Carnival Leisure Industries, Ltd. Aubin took more than $2,000, which he lost at blackjack. The casino then approved credit of up to $25,000 for Aubin, if he chose to take advantage of it. In less than two days, Aubin gambled away the entire $25,000, issued to him in exchange for drafts (instruments similar to checks that ordered Aubin's bank in Texas to pay a certain sum of money to the casino). On each draft was printed "I represent that I have received cash for the above amount and that said amount is on deposit in said financial entity in my name, is free and clear of claim and is subject to this check and is hereby assigned to payee, and I guarantee payment with exchange and costs in collecting." Aubin returned to Texas. Over the next six weeks, Carnival sent Aubin letters asking him to pay the $25,000. When Aubin did not respond, Carnival presented the drafts to Aubin's bank for payment. Aubin had already directed his bank to stop payment. Carnival sued Aubin for the $25,000, on the ground of fraud, among other things. Aubin claimed that he had signed only markers (IOUs), not drafts, and that he had had no intention of honoring any drafts. How should the court rule? Discuss.


Gambling debts
The court held that Aubin had defrauded Carnival and owed Carnival $25,000 (plus attorneys' fees and costs). The court was bound by a higher court's earlier decision in this case that debts associated with gambling are unenforceable for reasons of public policy. But this court concluded that the state's public policy against fraud outweighed the policy against the enforcement of gambling debts. The court reasoned that when Aubin signed the drafts, he promised to pay them, but that he had no intent of doing so. "When there is a promise to do an act in the future, like pay on a draft, and there exists at the time of the promise an intention not to perform, there is a misrepresentation of an existing fact. The misrepresentation comes from the intention not to perform." Aubin's testimony that he had never intended to honor the drafts "establishes that at the time he promised to pay Carnival, he did not intend to keep that promise." The court found that "(a) Aubin, the ex-president of a bank, knew he was issuing drafts, (b) at the time he issued the drafts, he did not intend for his bank to honor them, (c) Aubin intended that Carnival rely on the drafts, (d) Carnival reasonably relied on them, (e) Aubin gambled and lost the money, and * * * he has made no effort to pay the drafts.

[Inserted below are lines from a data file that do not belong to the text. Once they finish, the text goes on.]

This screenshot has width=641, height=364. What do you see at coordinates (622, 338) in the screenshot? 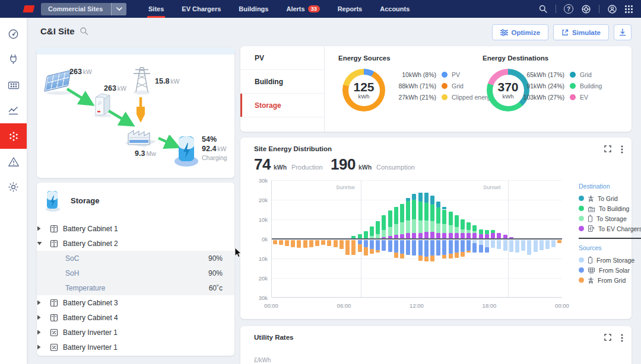
I see `kebab-menu-icon` at bounding box center [622, 338].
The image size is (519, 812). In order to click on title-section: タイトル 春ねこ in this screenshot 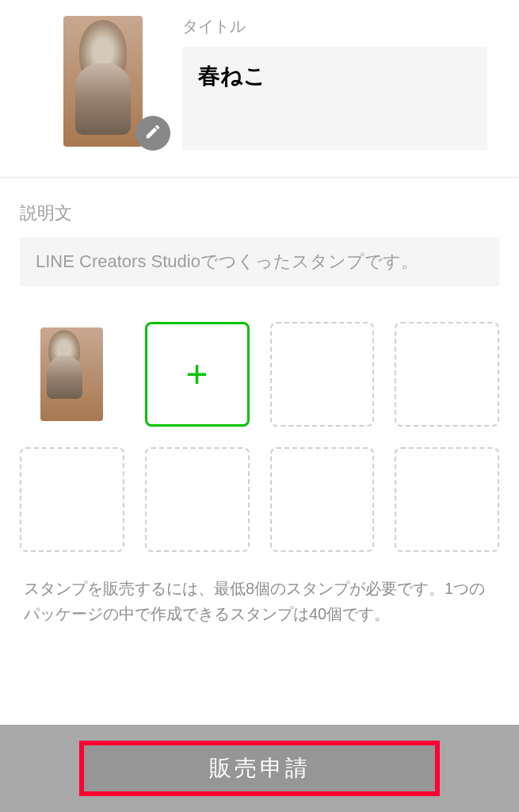, I will do `click(342, 84)`.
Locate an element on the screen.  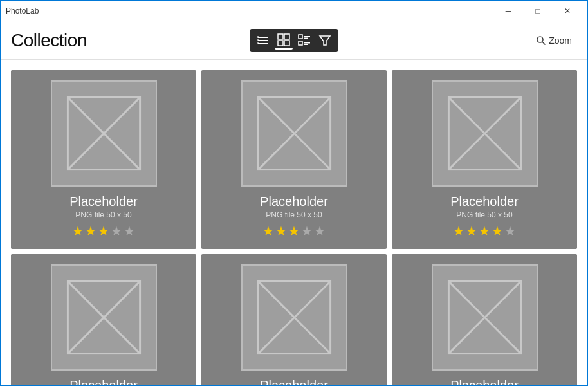
view-toggle-group is located at coordinates (294, 41).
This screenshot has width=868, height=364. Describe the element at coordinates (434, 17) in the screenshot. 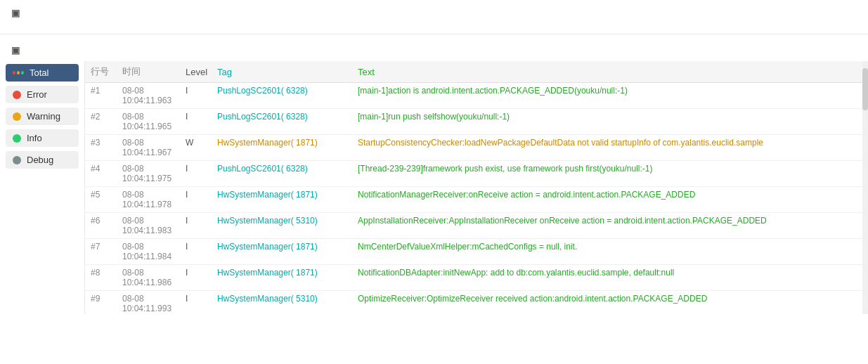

Carnival has established sufficiently that Aubin intended to cheat it." Said the court, "Texas has a public policy against fraud. * * * Whatever Texas's residual hostility toward gambling may be, nothing of jurisprudential significance would suggest that the state of Texas has a policy against the in-tegrity of commercial instruments and transactions in favor of anyone, much less in favor of irresponsible recreational gamblers."